The falling container ship market and the rising tanker sector have led one shipping company to switch feeder boxship newbuildings booked at a South Korean shipyard to large crude carriers.

Several shipbuilding sources said Tsakos Group of Greece is not going ahead with the feeder container ship newbuildings that it ordered at Hyundai Heavy Industries last year.

Instead, it has swapped them for 158,000-dwt suezmax tanker newbuildings.

“Tsakos has two 2,800-teu newbuildings booked at HHI,” one shipbuilding source said.

“But it has flipped the container ships for one firm suezmax tanker for delivery in the first half of 2025.

“The revised newbuilding contract includes an option for an additional tanker.”

Officials at HHI declined to comment, citing contract confidentiality.

Tsakos was also unavailable for comment at the time of writing.

In May last year, TradeWinds reported that HHI sealed a feeder container ship order that involved four newbuildings with Tsakos.

The newbuildings contract made headlines as it was rare for HHI to contract feeder boxships.

The Ulsan-based shipbuilder usually only constructs large oil tankers, container ships of more than 7,000 teu and large gas carriers.

However, it managed to squeeze out some early delivery slots for the end of this year and early 2024 for smaller ships after it rejigged its production plan.

HHI delivered its last feeder boxship in 2010.

Tsakos was reported to have paid a premium price of $47m per ship for the efficient but conventionally fuelled feeder container ship newbuildings.

Sources said HHI’s suezmax tanker did not come cheap.

Tsakos is believed to be paying about $85m for the 158,000-dwt crude carrier.

This is about 13% higher than the two scrubber-fitted, 157,000-dwt suezmax tankers that Belgium owner Euronav ordered at South Korea’s “second-tier shipyard” DH Shipbuilding —formerly Daehan Shipbuilding — in October 2022.

The New York and Brussels-listed owner was reported to have paid about $75m each for tankers that will be fitted with ballast water treatment systems and will be LNG-ready.

The pair of newbuildings are slated to be delivered in the third quarter of 2024.

The switch of boxship newbuildings into tankers by Tsakos did not surprise shipbuilding players as they are expecting some companies to be making the move amid the downturn of the container ship sector and vessels idling.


**Exercise brief**
Check each line of the entries for "pixels" and report the ones that have it.

Records for this exercise: Begin

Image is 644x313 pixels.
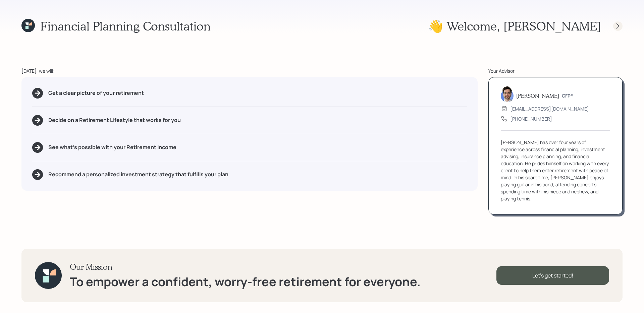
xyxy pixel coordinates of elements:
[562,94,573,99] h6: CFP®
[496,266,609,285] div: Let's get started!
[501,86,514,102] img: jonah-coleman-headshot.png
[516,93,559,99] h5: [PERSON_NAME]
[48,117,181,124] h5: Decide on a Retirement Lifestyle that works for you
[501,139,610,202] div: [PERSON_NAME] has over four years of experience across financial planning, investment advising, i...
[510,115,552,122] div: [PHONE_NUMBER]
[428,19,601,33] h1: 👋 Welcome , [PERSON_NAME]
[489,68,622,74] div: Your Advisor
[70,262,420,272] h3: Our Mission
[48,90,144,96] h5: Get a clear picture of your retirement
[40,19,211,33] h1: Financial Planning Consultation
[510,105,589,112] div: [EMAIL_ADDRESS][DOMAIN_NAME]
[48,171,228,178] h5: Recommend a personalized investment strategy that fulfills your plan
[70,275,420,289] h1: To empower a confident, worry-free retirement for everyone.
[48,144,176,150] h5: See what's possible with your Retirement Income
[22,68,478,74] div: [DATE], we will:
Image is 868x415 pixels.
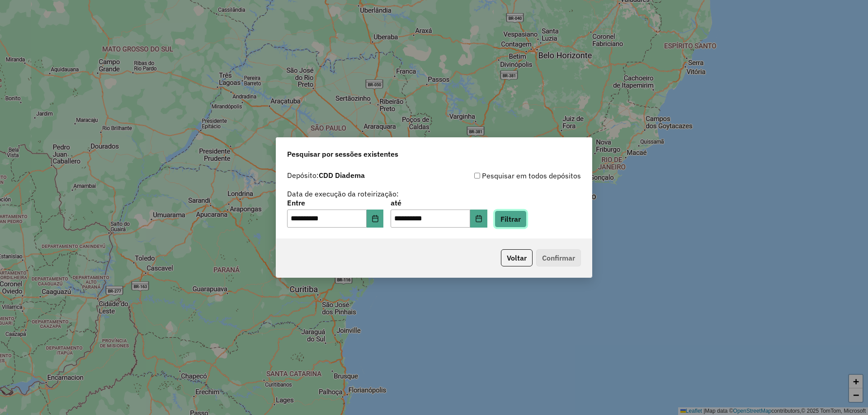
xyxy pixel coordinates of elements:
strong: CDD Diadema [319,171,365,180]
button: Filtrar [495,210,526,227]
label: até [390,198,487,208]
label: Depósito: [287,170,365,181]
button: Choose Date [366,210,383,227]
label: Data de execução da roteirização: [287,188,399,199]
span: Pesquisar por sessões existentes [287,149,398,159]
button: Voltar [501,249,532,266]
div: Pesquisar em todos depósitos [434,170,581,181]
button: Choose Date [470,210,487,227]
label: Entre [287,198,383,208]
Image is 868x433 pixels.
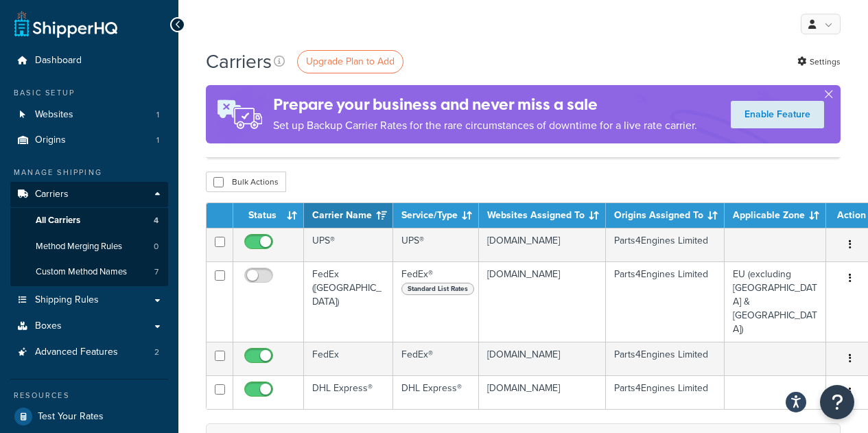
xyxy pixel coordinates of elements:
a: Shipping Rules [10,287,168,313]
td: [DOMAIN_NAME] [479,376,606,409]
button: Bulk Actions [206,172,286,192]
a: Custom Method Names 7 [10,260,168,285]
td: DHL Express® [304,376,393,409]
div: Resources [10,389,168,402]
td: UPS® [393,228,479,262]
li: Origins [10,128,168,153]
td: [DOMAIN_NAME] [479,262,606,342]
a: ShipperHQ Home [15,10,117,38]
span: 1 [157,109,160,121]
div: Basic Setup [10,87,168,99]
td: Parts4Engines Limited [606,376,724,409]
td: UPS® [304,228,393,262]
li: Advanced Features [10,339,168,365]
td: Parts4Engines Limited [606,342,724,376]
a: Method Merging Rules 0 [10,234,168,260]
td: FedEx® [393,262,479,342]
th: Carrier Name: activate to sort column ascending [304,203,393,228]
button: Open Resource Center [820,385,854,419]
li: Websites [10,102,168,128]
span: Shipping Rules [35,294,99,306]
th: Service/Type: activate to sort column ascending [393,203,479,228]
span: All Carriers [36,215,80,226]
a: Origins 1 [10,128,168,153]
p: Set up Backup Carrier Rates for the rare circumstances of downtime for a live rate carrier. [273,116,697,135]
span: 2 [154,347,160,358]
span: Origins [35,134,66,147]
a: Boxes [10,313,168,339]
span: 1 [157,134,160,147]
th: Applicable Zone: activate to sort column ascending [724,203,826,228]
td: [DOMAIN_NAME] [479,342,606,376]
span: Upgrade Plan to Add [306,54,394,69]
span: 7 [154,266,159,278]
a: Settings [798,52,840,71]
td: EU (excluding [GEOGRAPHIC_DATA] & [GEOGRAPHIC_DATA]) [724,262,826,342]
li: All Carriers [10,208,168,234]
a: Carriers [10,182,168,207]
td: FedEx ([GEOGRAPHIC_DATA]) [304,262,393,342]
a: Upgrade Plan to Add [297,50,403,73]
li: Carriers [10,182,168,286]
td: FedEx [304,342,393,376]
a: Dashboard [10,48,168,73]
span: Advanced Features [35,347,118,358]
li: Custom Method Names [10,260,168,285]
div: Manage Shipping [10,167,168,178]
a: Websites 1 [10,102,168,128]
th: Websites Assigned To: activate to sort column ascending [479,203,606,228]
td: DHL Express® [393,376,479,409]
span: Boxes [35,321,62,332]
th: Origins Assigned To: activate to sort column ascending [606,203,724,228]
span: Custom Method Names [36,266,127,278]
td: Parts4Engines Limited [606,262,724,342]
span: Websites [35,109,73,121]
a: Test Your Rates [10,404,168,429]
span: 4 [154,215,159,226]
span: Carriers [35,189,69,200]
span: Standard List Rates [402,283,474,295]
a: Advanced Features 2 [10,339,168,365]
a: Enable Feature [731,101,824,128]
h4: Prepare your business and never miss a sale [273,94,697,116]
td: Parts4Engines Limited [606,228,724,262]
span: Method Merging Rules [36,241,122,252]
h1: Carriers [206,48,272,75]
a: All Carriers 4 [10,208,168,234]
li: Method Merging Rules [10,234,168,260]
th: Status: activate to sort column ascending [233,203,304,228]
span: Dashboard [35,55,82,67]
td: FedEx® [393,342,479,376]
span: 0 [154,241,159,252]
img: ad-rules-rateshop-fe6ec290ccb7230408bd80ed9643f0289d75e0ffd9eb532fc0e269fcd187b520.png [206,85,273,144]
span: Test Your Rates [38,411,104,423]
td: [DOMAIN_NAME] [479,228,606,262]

Records for this exercise: End

**Output of the exercise**
Image is 644x313 pixels.
Image is 868x415 pixels.
Image is 868x433 pixels.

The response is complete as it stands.